Files copied from /mnt/c/ arrive with 777 permissions because NTFS does not store Linux permission bits — WSL assigns the most permissive default. Git treats 777 as a mode change on every copied file and marks them all as modified, even if content is identical.

# Check what permissions copied files have
ls -la ~/destination/

# Fix a directory of copied files to sensible defaults
find ~/destination -type f -exec chmod 644 {} \;
find ~/destination -type d -exec chmod 755 {} \;

# Fix ownership if files are owned by root after copy
sudo chown -R $USER:$USER ~/destination/

For shell scripts specifically — they need execute permission or they will fail with Permission denied even after the CRLF fix:

find ~/scripts -name "*.sh" -exec chmod 755 {} \;

How do I prevent the 777 permissions problem permanently?

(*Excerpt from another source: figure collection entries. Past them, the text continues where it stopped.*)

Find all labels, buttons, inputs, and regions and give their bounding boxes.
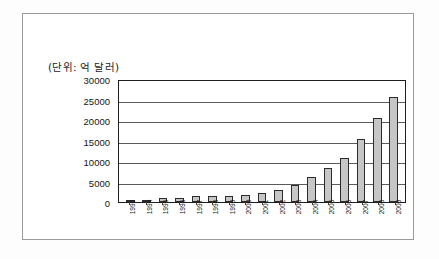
x-axis-slot: 1996 bbox=[171, 205, 188, 239]
x-axis-slot: 2005 bbox=[320, 205, 337, 239]
scanned-page: (단위: 억 달러) 30000250002000015000100005000… bbox=[0, 0, 439, 259]
x-axis-slot: 2001 bbox=[254, 205, 271, 239]
unit-caption: (단위: 억 달러) bbox=[48, 59, 119, 74]
bar-slot bbox=[254, 81, 270, 202]
bar-slot bbox=[287, 81, 303, 202]
x-axis-tick-label: 2006 bbox=[345, 200, 352, 215]
bar-slot bbox=[270, 81, 286, 202]
x-axis-tick-label: 1994 bbox=[146, 200, 153, 215]
document-frame: (단위: 억 달러) 30000250002000015000100005000… bbox=[22, 13, 414, 240]
y-axis-tick-label: 0 bbox=[105, 198, 110, 209]
bar bbox=[389, 97, 398, 202]
bar-slot bbox=[320, 81, 336, 202]
bar bbox=[324, 168, 333, 202]
x-axis-tick-label: 2000 bbox=[245, 200, 252, 215]
x-axis-slot: 1998 bbox=[204, 205, 221, 239]
bar-slot bbox=[188, 81, 204, 202]
x-axis-slot: 2007 bbox=[353, 205, 370, 239]
x-axis-tick-label: 2001 bbox=[262, 200, 269, 215]
x-axis-tick-label: 2009 bbox=[395, 200, 402, 215]
bar-series bbox=[119, 81, 405, 202]
x-axis-tick-label: 2002 bbox=[279, 200, 286, 215]
y-axis-tick-label: 10000 bbox=[84, 157, 110, 168]
bar bbox=[373, 118, 382, 202]
x-axis-tick-label: 1999 bbox=[229, 200, 236, 215]
x-axis-tick-label: 2007 bbox=[362, 200, 369, 215]
bar-slot bbox=[353, 81, 369, 202]
x-axis-labels: 1993199419951996199719981999200020012002… bbox=[118, 205, 406, 239]
x-axis-slot: 1994 bbox=[138, 205, 155, 239]
x-axis-tick-label: 1995 bbox=[162, 200, 169, 215]
x-axis-slot: 2006 bbox=[337, 205, 354, 239]
bar-slot bbox=[204, 81, 220, 202]
x-axis-slot: 1997 bbox=[187, 205, 204, 239]
bar bbox=[307, 177, 316, 202]
bar-slot bbox=[237, 81, 253, 202]
bar-slot bbox=[221, 81, 237, 202]
bar bbox=[340, 158, 349, 202]
x-axis-tick-label: 2003 bbox=[295, 200, 302, 215]
x-axis-slot: 2008 bbox=[370, 205, 387, 239]
x-axis-tick-label: 2005 bbox=[328, 200, 335, 215]
x-axis-slot: 1995 bbox=[154, 205, 171, 239]
y-axis-labels: 300002500020000150001000050000 bbox=[48, 76, 114, 207]
x-axis-tick-label: 1993 bbox=[129, 200, 136, 215]
y-axis-tick-label: 15000 bbox=[84, 136, 110, 147]
x-axis-tick-label: 1997 bbox=[196, 200, 203, 215]
x-axis-tick-label: 1998 bbox=[212, 200, 219, 215]
bar-slot bbox=[336, 81, 352, 202]
bar-chart: 300002500020000150001000050000 199319941… bbox=[48, 76, 418, 236]
x-axis-slot: 2002 bbox=[270, 205, 287, 239]
x-axis-slot: 2000 bbox=[237, 205, 254, 239]
bar-slot bbox=[369, 81, 385, 202]
bar-slot bbox=[155, 81, 171, 202]
y-axis-tick-label: 5000 bbox=[89, 177, 110, 188]
bar-slot bbox=[303, 81, 319, 202]
bar-slot bbox=[386, 81, 402, 202]
x-axis-tick-label: 1996 bbox=[179, 200, 186, 215]
plot-area bbox=[118, 80, 406, 203]
x-axis-slot: 2009 bbox=[387, 205, 404, 239]
bar-slot bbox=[122, 81, 138, 202]
bar bbox=[357, 139, 366, 202]
x-axis-tick-label: 2004 bbox=[312, 200, 319, 215]
x-axis-slot: 2004 bbox=[304, 205, 321, 239]
y-axis-tick-label: 30000 bbox=[84, 75, 110, 86]
bar-slot bbox=[138, 81, 154, 202]
y-axis-tick-label: 20000 bbox=[84, 116, 110, 127]
x-axis-tick-label: 2008 bbox=[378, 200, 385, 215]
x-axis-slot: 2003 bbox=[287, 205, 304, 239]
x-axis-slot: 1999 bbox=[221, 205, 238, 239]
x-axis-slot: 1993 bbox=[121, 205, 138, 239]
bar-slot bbox=[171, 81, 187, 202]
y-axis-tick-label: 25000 bbox=[84, 95, 110, 106]
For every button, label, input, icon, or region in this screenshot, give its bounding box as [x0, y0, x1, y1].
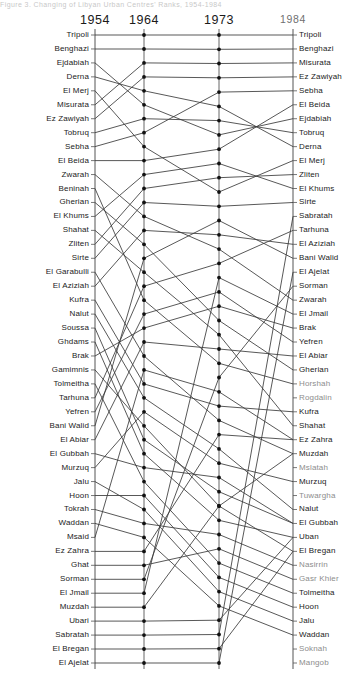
- right-label-46: Mangob: [299, 659, 329, 667]
- data-point-1973: [217, 47, 221, 51]
- left-label-38: Ez Zahra: [55, 547, 89, 555]
- data-point-1964: [142, 159, 146, 163]
- right-label-19: Sorman: [299, 282, 328, 290]
- data-point-1964: [142, 438, 146, 442]
- right-label-43: Jalu: [299, 617, 314, 625]
- data-point-1973: [217, 490, 221, 494]
- data-point-1964: [142, 480, 146, 484]
- left-label-41: El Jmail: [60, 589, 89, 597]
- left-label-35: Tokrah: [64, 505, 89, 513]
- left-label-22: Soussa: [61, 324, 89, 332]
- right-label-25: Gherian: [299, 366, 329, 374]
- data-point-1964: [142, 201, 146, 205]
- left-label-14: El Khums: [54, 212, 89, 220]
- left-label-45: El Bregan: [53, 645, 89, 653]
- data-point-1964: [142, 312, 146, 316]
- data-point-1973: [217, 176, 221, 180]
- left-label-21: Nalut: [70, 310, 89, 318]
- right-label-38: El Bregan: [299, 547, 335, 555]
- data-point-1964: [142, 633, 146, 637]
- left-label-12: Beninah: [59, 185, 89, 193]
- data-point-1964: [142, 145, 146, 149]
- left-label-9: Sebha: [65, 143, 89, 151]
- right-label-11: Zliten: [299, 171, 319, 179]
- left-label-11: Zwarah: [61, 171, 89, 179]
- left-label-31: El Gubbah: [50, 450, 89, 458]
- left-label-7: Ez Zawiyah: [46, 115, 89, 123]
- data-point-1964: [142, 563, 146, 567]
- left-label-1: Tripoli: [66, 31, 89, 39]
- right-label-5: Sebha: [299, 87, 323, 95]
- series-line: [95, 314, 293, 509]
- data-point-1973: [217, 461, 221, 465]
- data-point-1973: [217, 162, 221, 166]
- series-line: [95, 91, 293, 147]
- data-point-1964: [142, 298, 146, 302]
- data-point-1973: [217, 105, 221, 109]
- right-label-28: Kufra: [299, 408, 319, 416]
- data-point-1973: [217, 119, 221, 123]
- data-point-1973: [217, 304, 221, 308]
- left-label-27: Tarhuna: [59, 394, 89, 402]
- left-label-42: Muzdah: [60, 603, 89, 611]
- right-label-20: Zwarah: [299, 296, 327, 304]
- series-line: [95, 105, 293, 161]
- data-point-1973: [217, 561, 221, 565]
- data-point-1973: [217, 33, 221, 37]
- left-label-17: Sirte: [72, 254, 89, 262]
- left-label-24: Brak: [72, 352, 89, 360]
- series-line: [95, 292, 293, 412]
- right-label-13: Sirte: [299, 198, 316, 206]
- data-point-1973: [217, 433, 221, 437]
- left-label-18: El Garabulli: [46, 268, 89, 276]
- left-label-40: Sorman: [60, 575, 89, 583]
- right-label-40: Gasr Khier: [299, 575, 339, 583]
- right-label-3: Misurata: [299, 59, 331, 67]
- data-point-1973: [217, 504, 221, 508]
- data-point-1964: [142, 368, 146, 372]
- data-point-1973: [217, 419, 221, 423]
- right-label-29: Shahat: [299, 422, 325, 430]
- left-label-15: Shahat: [63, 226, 89, 234]
- series-line: [95, 189, 293, 384]
- data-point-1973: [217, 133, 221, 137]
- left-label-16: Zliten: [69, 240, 89, 248]
- left-label-26: Tolmeitha: [53, 380, 89, 388]
- data-point-1973: [217, 347, 221, 351]
- right-label-9: Derna: [299, 143, 322, 151]
- left-label-2: Benghazi: [54, 45, 89, 53]
- left-label-39: Ghat: [71, 561, 89, 569]
- data-point-1973: [217, 647, 221, 651]
- data-point-1973: [217, 204, 221, 208]
- series-line: [95, 342, 293, 440]
- data-point-1973: [217, 62, 221, 66]
- series-line: [95, 175, 293, 245]
- left-label-32: Murzuq: [61, 464, 89, 472]
- right-label-36: El Gubbah: [299, 519, 338, 527]
- right-label-31: Muzdah: [299, 450, 328, 458]
- left-label-4: Derna: [66, 73, 89, 81]
- series-line: [95, 370, 293, 552]
- data-point-1964: [142, 131, 146, 135]
- left-label-46: El Ajelat: [59, 659, 89, 667]
- series-line: [95, 342, 293, 537]
- left-label-37: Msaid: [67, 533, 89, 541]
- data-point-1964: [142, 103, 146, 107]
- data-point-1973: [217, 361, 221, 365]
- data-point-1973: [217, 147, 221, 151]
- data-point-1964: [142, 410, 146, 414]
- data-point-1964: [142, 33, 146, 37]
- data-point-1964: [142, 256, 146, 260]
- right-label-35: Nalut: [299, 505, 318, 513]
- right-label-27: Rogdalin: [299, 394, 332, 402]
- data-point-1964: [142, 382, 146, 386]
- right-label-10: El Merj: [299, 157, 325, 165]
- data-point-1973: [217, 247, 221, 251]
- series-line: [95, 203, 293, 370]
- right-label-30: Ez Zahra: [299, 436, 333, 444]
- data-point-1973: [217, 262, 221, 266]
- data-point-1964: [142, 396, 146, 400]
- right-label-41: Tolmeitha: [299, 589, 335, 597]
- series-line: [95, 384, 293, 593]
- data-point-1973: [217, 390, 221, 394]
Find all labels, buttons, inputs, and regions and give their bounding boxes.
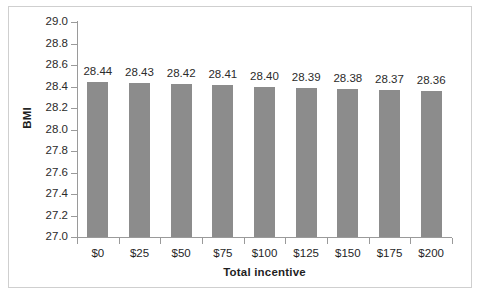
y-axis-tick — [71, 151, 77, 152]
y-axis-tick — [71, 44, 77, 45]
y-axis-tick-label-text: 28.8 — [18, 38, 68, 50]
bar-value-label: 28.41 — [200, 69, 246, 81]
bar — [337, 89, 358, 237]
y-axis-tick — [71, 173, 77, 174]
x-axis-tick — [452, 238, 453, 244]
x-axis-tick — [244, 238, 245, 244]
y-axis-tick-label: 29.0 — [18, 16, 68, 28]
y-axis-tick-label-text: 27.2 — [18, 210, 68, 222]
bar-chart-figure: 29.028.828.628.428.228.027.827.627.427.2… — [0, 0, 487, 298]
bar-value-label: 28.40 — [242, 71, 288, 83]
bar — [379, 90, 400, 237]
y-axis-tick-label: 27.2 — [18, 210, 68, 222]
y-axis-tick-label-text: 27.6 — [18, 167, 68, 179]
x-axis-category-label: $75 — [200, 248, 246, 260]
bar — [171, 84, 192, 237]
bar — [129, 83, 150, 237]
x-axis-tick — [327, 238, 328, 244]
x-axis-category-label: $50 — [158, 248, 204, 260]
y-axis-tick-label: 27.4 — [18, 188, 68, 200]
y-axis-title: BMI — [21, 88, 33, 148]
x-axis-category-label: $175 — [367, 248, 413, 260]
y-axis-tick-label: 27.0 — [18, 231, 68, 243]
y-axis-tick-label-text: 28.6 — [18, 59, 68, 71]
bar — [421, 91, 442, 237]
x-axis-tick — [160, 238, 161, 244]
x-axis-tick — [285, 238, 286, 244]
x-axis-tick — [119, 238, 120, 244]
y-axis-tick — [71, 216, 77, 217]
bar-value-label: 28.39 — [283, 72, 329, 84]
bar-value-label: 28.37 — [367, 74, 413, 86]
x-axis-tick — [77, 238, 78, 244]
y-axis-tick — [71, 194, 77, 195]
x-axis-category-label: $125 — [283, 248, 329, 260]
y-axis-tick — [71, 22, 77, 23]
y-axis-tick-label-text: 27.4 — [18, 188, 68, 200]
y-axis-tick-label-text: 29.0 — [18, 16, 68, 28]
x-axis-title: Total incentive — [77, 266, 452, 278]
x-axis-category-label: $100 — [242, 248, 288, 260]
bar — [87, 82, 108, 237]
y-axis-tick-label: 28.8 — [18, 38, 68, 50]
y-axis-tick — [71, 87, 77, 88]
x-axis-category-label: $200 — [408, 248, 454, 260]
y-axis-tick — [71, 130, 77, 131]
x-axis-line — [77, 237, 452, 238]
x-axis-tick — [410, 238, 411, 244]
x-axis-tick — [202, 238, 203, 244]
x-axis-category-label: $25 — [117, 248, 163, 260]
bar — [254, 87, 275, 238]
bar — [212, 85, 233, 237]
x-axis-category-label: $150 — [325, 248, 371, 260]
bar-value-label: 28.42 — [158, 68, 204, 80]
x-axis-category-label: $0 — [75, 248, 121, 260]
x-axis-tick — [369, 238, 370, 244]
y-axis-tick — [71, 108, 77, 109]
bar-value-label: 28.44 — [75, 66, 121, 78]
y-axis-tick-label: 27.6 — [18, 167, 68, 179]
bar-value-label: 28.38 — [325, 73, 371, 85]
y-axis-tick-label: 28.6 — [18, 59, 68, 71]
bar-value-label: 28.43 — [117, 67, 163, 79]
bar-value-label: 28.36 — [408, 75, 454, 87]
y-axis-tick-label-text: 27.0 — [18, 231, 68, 243]
y-axis-line — [77, 21, 78, 238]
bar — [296, 88, 317, 237]
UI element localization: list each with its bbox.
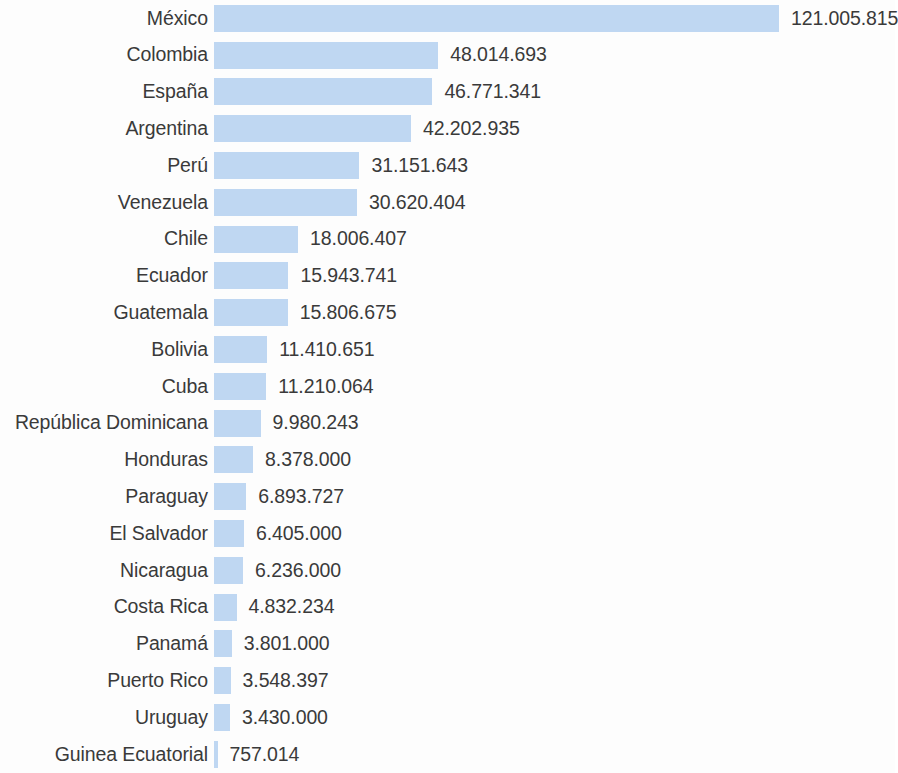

Add a [automount] section to /etc/wsl.conf with the metadata option — this tells WSL to store Linux permission bits on Windows-mounted drives so files keep whatever permissions you set instead of defaulting to 777 on every mount:

sudo nano /etc/wsl.conf

Add these lines:

[automount]
options = "metadata"

Save and restart WSL:

# In PowerShell on Windows
wsl --shutdown
# Then reopen your WSL terminal

For more on WSL configuration options see the Microsoft WSL configuration documentation.


Why are my WSL file transfers slow, and how do I benchmark them?

The most common cause of unexpectedly slow WSL file transfers is Windows Defender scanning every file as it crosses the filesystem boundary — this can reduce cross-filesystem throughput from 200–500 MB/s down to 20–50 MB/s on the same hardware. Benchmark first to confirm:

# Benchmark cross-filesystem write speed (WSL to Windows)
dd if=/dev/zero of=/mnt/c/testfile bs=1M count=512 conv=fdatasync
rm /mnt/c/testfile

# Benchmark WSL native write speed
dd if=/dev/zero of=~/testfile bs=1M count=512 conv=fdatasync
rm ~/testfile

Expected results on NVMe: WSL native writes at 1,000–2,000 MB/s, cross-filesystem to /mnt/c/ at 200–500 MB/s. If your cross-filesystem result is below 50 MB/s, Defender real-time scanning is the likely cause. Fix: open Windows Security → Virus & threat protection → Manage settings → Add or remove exclusions, and add %LOCALAPPDATA%\Packages\CanonicalGroup* (the folder containing the WSL virtual disk file). This excludes the WSL disk from real-time scanning without disabling Defender on the rest of the system.

For system-level Linux operations like swap and memory management alongside your WSL setup, see the Linux swap management guide — WSL2 has its own memory limits separate from host Linux swap, but the underlying concepts are the same.